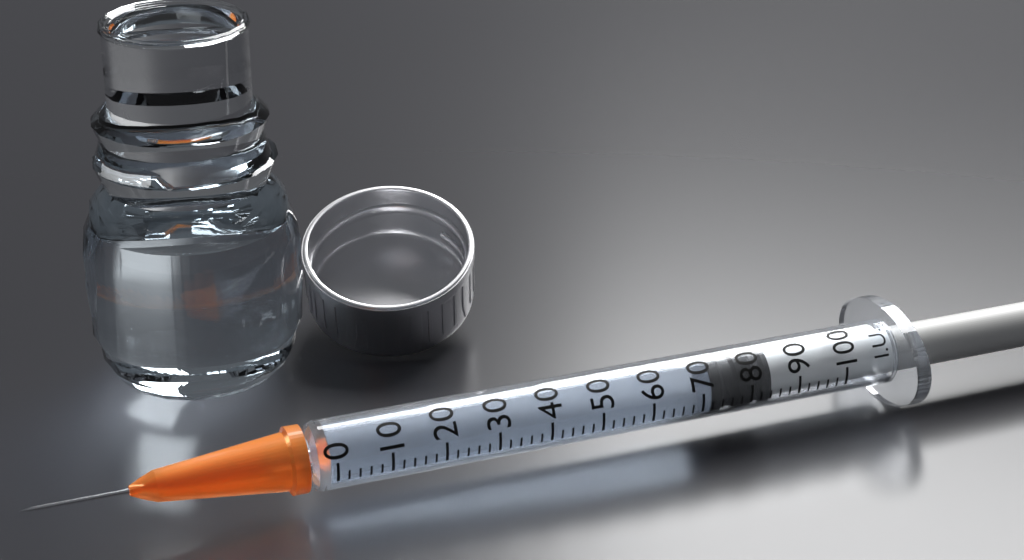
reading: 72 I.U.
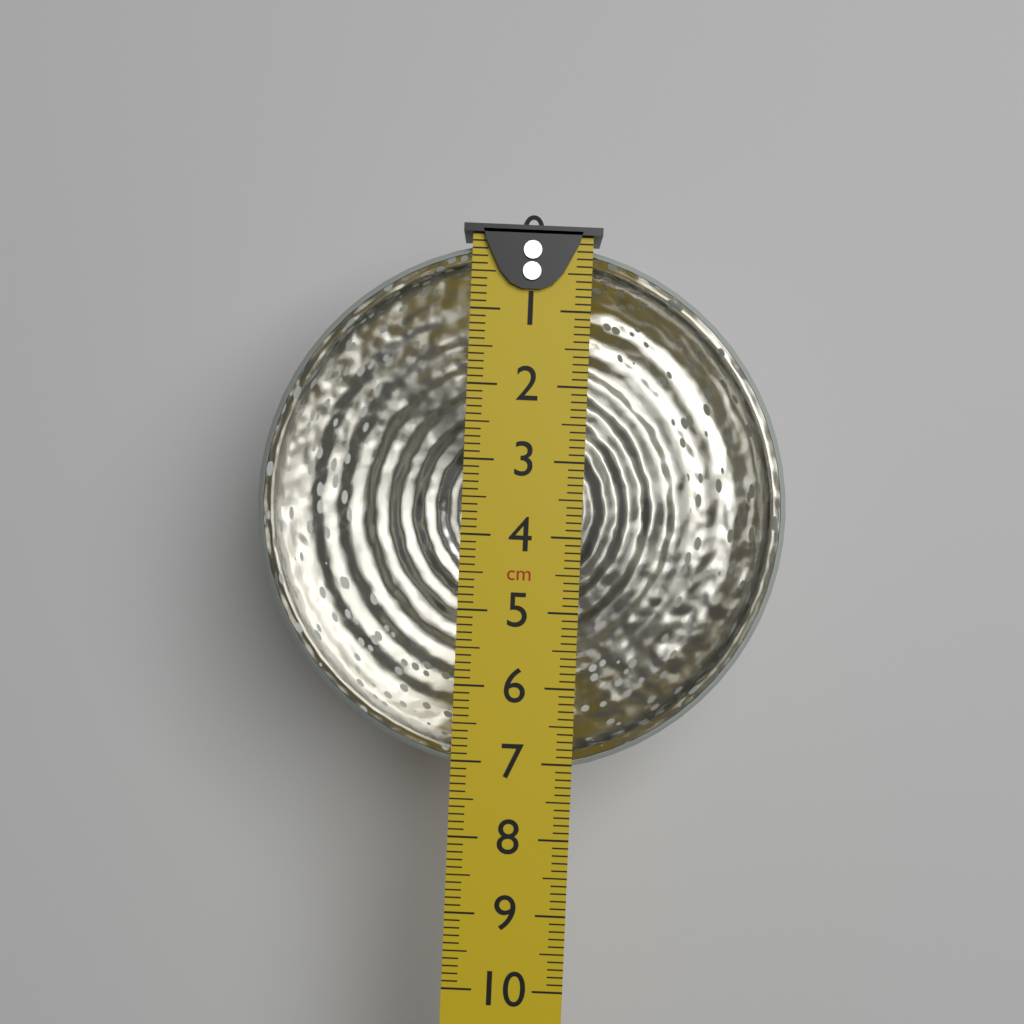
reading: 7.2 cm
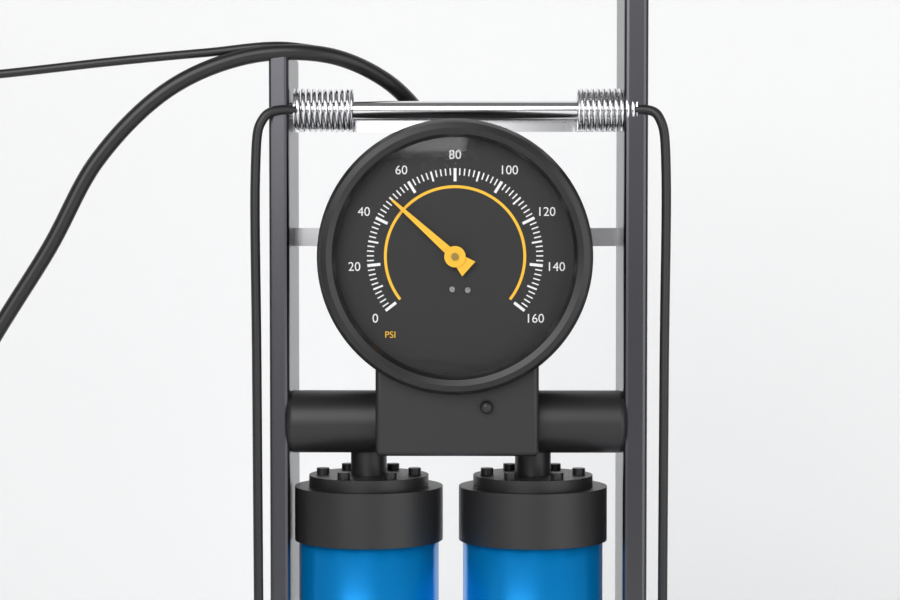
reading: 50 psi
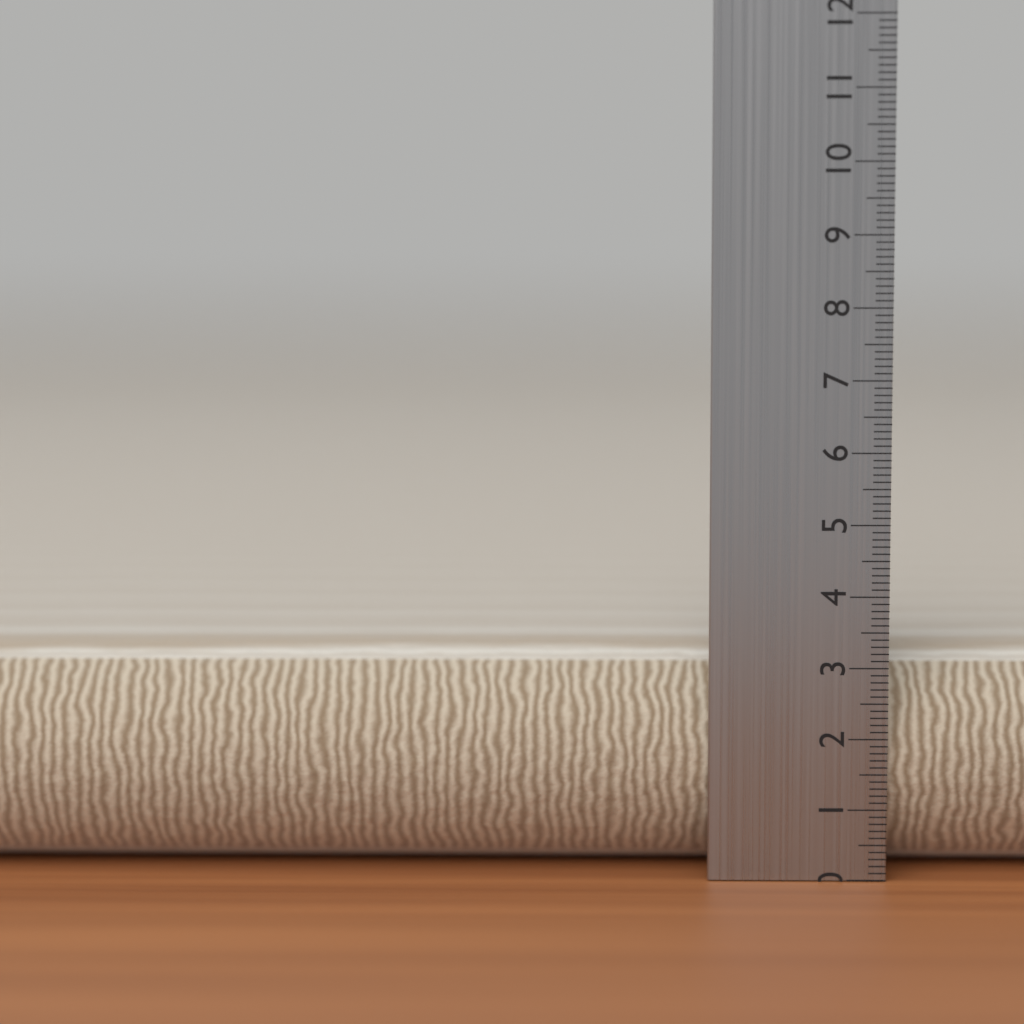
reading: 3.2 cm
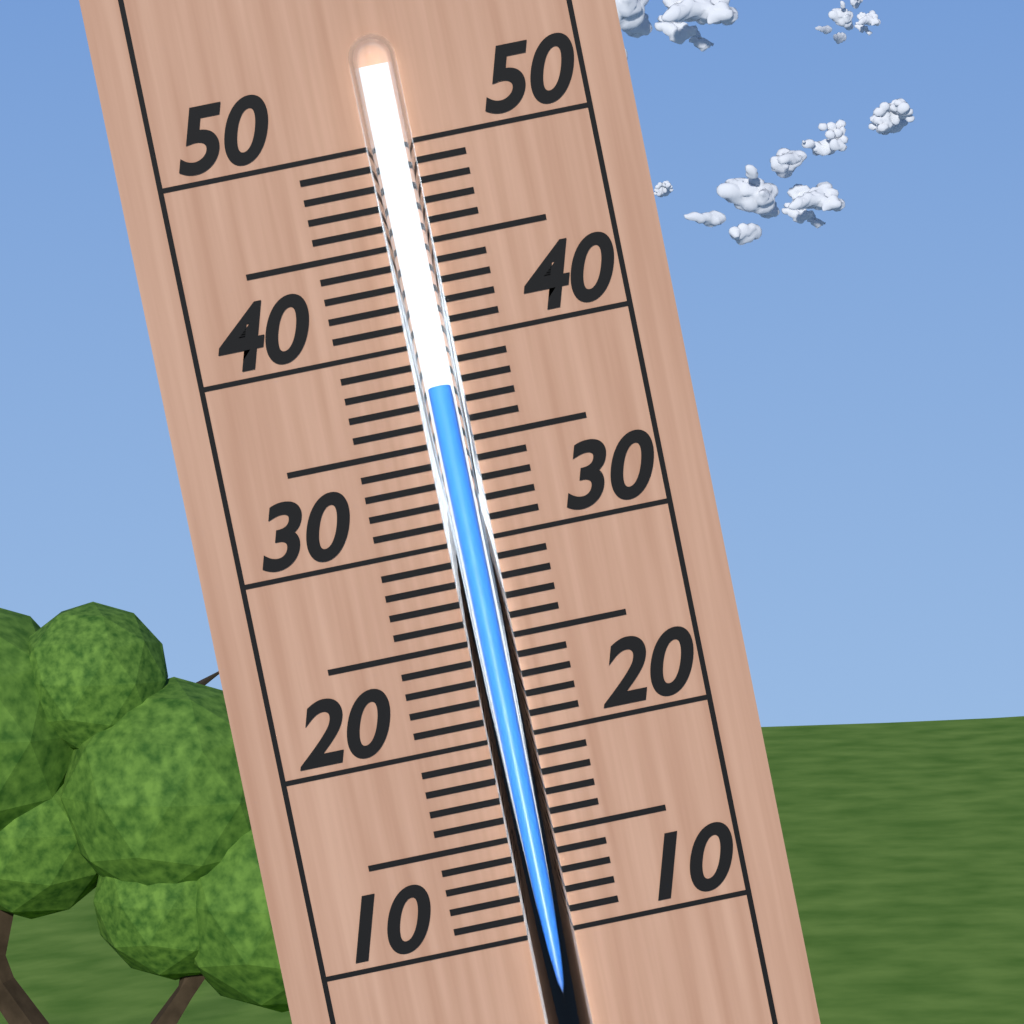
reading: 38 (no unit)
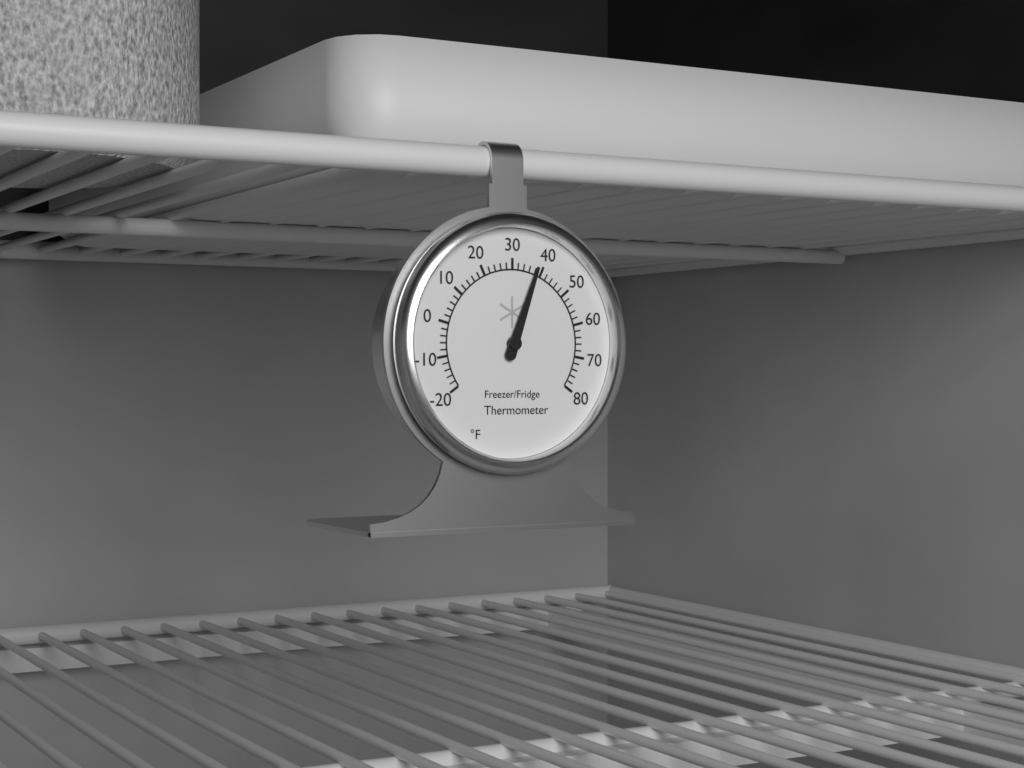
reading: 38 °F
☆ ☆ ☆ ☆ ☆ ☆ ☆
Without the pictures, return the records above exactly as given.

reading: 72 I.U.
reading: 7.2 cm
reading: 50 psi
reading: 3.2 cm
reading: 38 (no unit)
reading: 38 °F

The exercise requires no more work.